Still to come in the Canada Now season: And the Birds Rained Down, from Quebecois director Louise Archambault (from 17 July). A story of three retirees who choose to live off-grid in the peaceful wilderness, it initially seems to be back-to-nature fare before an early, unexpected tragedy pulls it gently into darker territory. And coming on 31 July is White Lie, a more spikily youthful psychodrama from directing duo Calvin Thomas and Yonah Lewis, following a young student who embarks on an online fundraising plan for her cancer treatment. The problem? She doesn’t actually have cancer. As her scheme collapses, the film’s knots tighten and twist to gripping effect.
Rounding out the programme is Atom Egoyan’s Guest of Honour, which I was hoping to say is a return to form for a director who has gone bizarrely off-course since his elegant 90s heyday. Alas, this thoroughly eccentric, multi-stranded melodrama built on a dysfunctional father-daughter bond is a bewildering affair, with an untethered lead performance by David Thewlis as a restaurant inspector gone wildly rogue.
If nothing else, it’ll make you hanker for another look at an enduring Canadian classic, The Sweet Hereafter (1997). Egoyan’s still-haunting meditation on grief and guilt is also streaming on Curzon, and in the wake of Ian Holm’s recent death, one hopes many are revisiting his career-best performance in it. Canada Now is good; Canada then wasn’t too shabby either.
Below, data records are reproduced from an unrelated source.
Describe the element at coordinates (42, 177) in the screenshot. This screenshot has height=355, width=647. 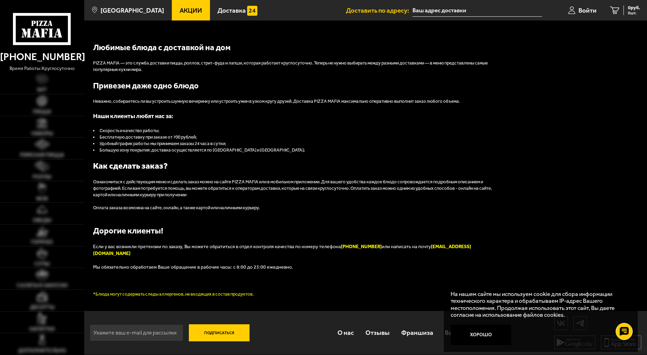
I see `span: Роллы` at that location. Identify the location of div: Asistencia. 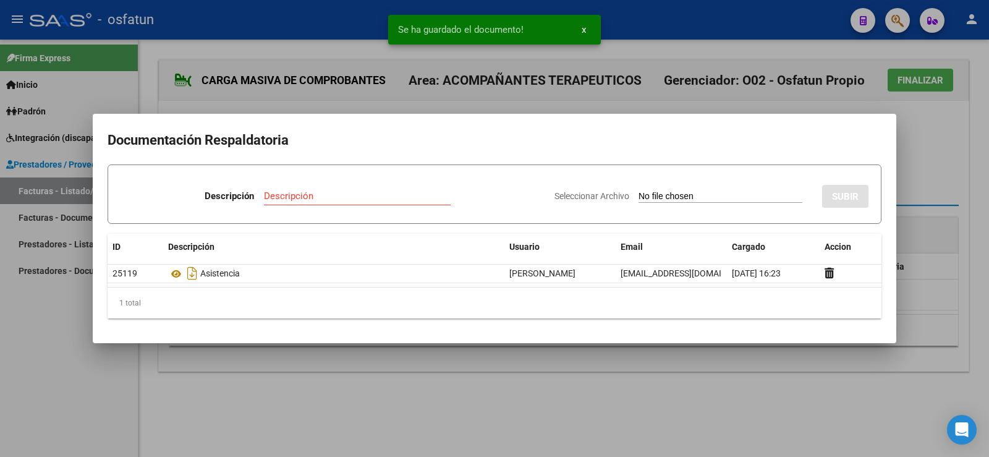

Also new on streaming and DVD
Dark Waters
(Universal, 12)
Todd Haynes’s environmental thriller was unjustly sidelined in cinemas last year, and in awards season, but it’s exceptional: an atypical genre for the director that he makes his own with stormy visual beauty and a seething, weighty moral conscience.
True History of the Kelly Gang
(Picturehouse, 18)
Another darkly atmospheric stunner that got less than its due on release. Aussie auteur Justin Kurzel bounces back from the disaster of Assassin’s Creed with a thrillingly ripe, rowdy adaptation of Peter Carey’s Booker-winning novel.
Who You Think I Am
(Curzon Artificial Eye, 15)
Juliette Binoche as a divorcee catfishing her ex’s twentysomething roommate: Safy Nebbou’s unusual blend of stalker thriller and romantic comedy risks being terminally silly, but winds up surprising, sexy and warmly perceptive.
The Hunt
(Universal, 15)
Craig Zobel’s daft allegorical horror film about American “deplorables” being literally hunted by elites should go right into any 2020 time capsule. It’s not good, exactly, but it is luridly compelling, and superb star Betty Gilpin rises heroically above it.
Burden
(Signature, 15)
You can see why Andrew Heckler’s well-acted, well-intended film never made it to cinemas, despite winning a Sundance audience award two years ago. It treads carefully, but its story of a dim Ku Klux Klan member trying to reform himself is a risky one to tell.